Frost finds himself compelled, as if his body was controlled by superior forces, to gather all the flammables in the lab and immolate himself.

Lord Feverstone, ever the opportunist, manages to slip out of the banquet before everything goes pear-shaped; but when he heads towards Edgestow, he finds an exodus of people leaving it. He presses onward, and so is swallowed up by the unexpected earthquake which destroys the town.

As it happens, very few people die in the destruction of Edgestow. Many had already been displaced. Many more providentially left town for seemingly coincidental reasons. But in any case, the only people left in Edgestow when it was destroyed were the Very Good, who were ready for Heaven anyway, and the Very Bad, who were getting what they deserved. George Orwell disliked this eldila ex machina ending, feeling that it detracted from a perfectly good cautionary dystopia; but Lewis re-wrote Paradise Lost so that the Snake loses; he’s not about to end the novel with a boot on humanity’s face forever.

The next morning, many of the animals freed from the N.I.C.E. turn up at St. Anne’s. Mr. Bultitude returns, in the company of a friendly she-bear. Many of the other animals also have arrived two-by-two and celebrate their new freedom under the blessing and sanction of the goddess Venus. “This is becoming indecent,” MacPhee complains as the elephants begin copulating in the garden. “On the contrary,” Ransom replies, “decent in the old sense, decens, fitting is just what it is.”

Lord Byron once said that every tragedy is ended with a death, and every comedy with a marriage. This comedy ends with couples united. Ivy is reunited with her husband. And then there’s Jane.

The Director is bidding all his friends good-bye. Ransom’s task here is finished. He is ready to go. Like Frodo, he has suffered wounds which cannot be healed in this world; but the eldila are going to come and take him to Perelandra, where he will wait with Arthur and a handful of others until the End of Days.
Jane would like to stay with the Director until he leaves, but Ransom tells her that she is being waited for. “Your husband is waiting for you in the Lodge. It was your own marriage chamber that you prepared. Should you not go to him?”

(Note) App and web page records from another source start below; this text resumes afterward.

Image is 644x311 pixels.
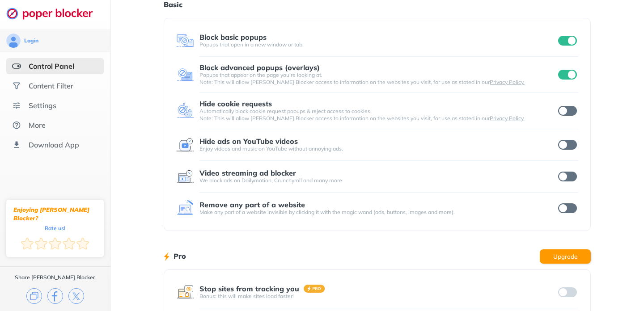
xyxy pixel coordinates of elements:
[47,288,63,304] img: facebook.svg
[6,34,20,48] img: avatar.svg
[15,274,95,281] div: Share [PERSON_NAME] Blocker
[14,205,97,223] div: Enjoying [PERSON_NAME] Blocker?
[12,140,21,149] img: download-app.svg
[200,100,272,108] div: Hide cookie requests
[176,32,194,49] img: feature icon
[24,37,38,44] div: Login
[12,121,21,130] img: about.svg
[490,115,524,121] a: Privacy Policy.
[200,33,266,41] div: Block basic popups
[200,177,556,184] div: We block ads on Dailymotion, Crunchyroll and many more
[45,226,65,230] div: Rate us!
[163,251,170,262] img: lighting bolt
[28,101,56,110] div: Settings
[26,288,42,304] img: copy.svg
[200,71,556,86] div: Popups that appear on the page you’re looking at. Note: This will allow [PERSON_NAME] Blocker acc...
[304,285,325,293] img: pro-badge.svg
[12,61,21,70] img: features-selected.svg
[200,64,320,71] div: Block advanced popups (overlays)
[28,121,46,130] div: More
[200,169,296,177] div: Video streaming ad blocker
[6,7,102,19] img: logo-webpage.svg
[12,81,21,90] img: social.svg
[200,146,556,152] div: Enjoy videos and music on YouTube without annoying ads.
[176,66,194,84] img: feature icon
[173,251,186,262] h1: Pro
[200,201,305,209] div: Remove any part of a website
[200,285,299,293] div: Stop sites from tracking you
[176,102,194,120] img: feature icon
[200,293,556,300] div: Bonus: this will make sites load faster!
[176,284,194,302] img: feature icon
[200,41,556,48] div: Popups that open in a new window or tab.
[28,61,74,70] div: Control Panel
[68,288,84,304] img: x.svg
[28,81,74,90] div: Content Filter
[176,200,194,217] img: feature icon
[539,250,590,264] button: Upgrade
[12,101,21,110] img: settings.svg
[176,136,194,154] img: feature icon
[490,79,524,86] a: Privacy Policy.
[176,168,194,185] img: feature icon
[28,140,79,149] div: Download App
[200,137,298,146] div: Hide ads on YouTube videos
[200,108,556,122] div: Automatically block cookie request popups & reject access to cookies. Note: This will allow [PERS...
[200,209,556,216] div: Make any part of a website invisible by clicking it with the magic wand (ads, buttons, images and...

Since Ransom requests it, she accedes to his will. “But – but – am I a bear or a hedgehog?” Is she just another female to be paired off at the end?

“More. But not less,” Ransom says. “You will have no more dreams. Have children instead.”

Mark too has escaped the chaos at Belbury. Merlin also found him and gave him a letter from his one-time friend Dennison, telling him that his wife was waiting for him at St. Anne’s-on-the-Hill.

When he was a prisoner at Belbury, he flattered himself in thinking himself heroically resisting the N.I.C.E. He doesn't feel so heroic now, and can only think of how badly he’s treated Jane and how unworthy he is of her. What he’s feeling is the flip side of Paul’s admonition for wives to obey their husbands; the husbands need to strive to be deserving of that deference. As he approaches the small cottage on the manor property he encounters a gigantic woman in a flame-colored robe with a beautiful but sternly enigmatic face who opens the door for him and wordlessly commands him to enter.

Jane does not see the goddess this time. But she sees through the window that Mark has left his shirt lying draped over a chair. How like the man. She goes in to him.

And do Mark and Jane really reunite and re-establish their relationship? Lord Byron would say yes. And so would every Happily Ever After. But for all his theoretical musings on the proper relation between the sexes, C.S. Lewis never shows the two actually together and trying to make things work.


So maybe it’s best to leave it as a Happy Ending. Jack has his Jill, and the Forces of Darkness have for a time been forestalled. The darkness will gather again, but for the time being Venus presides over St. Anne’s and elephants are dancing in the rose garden.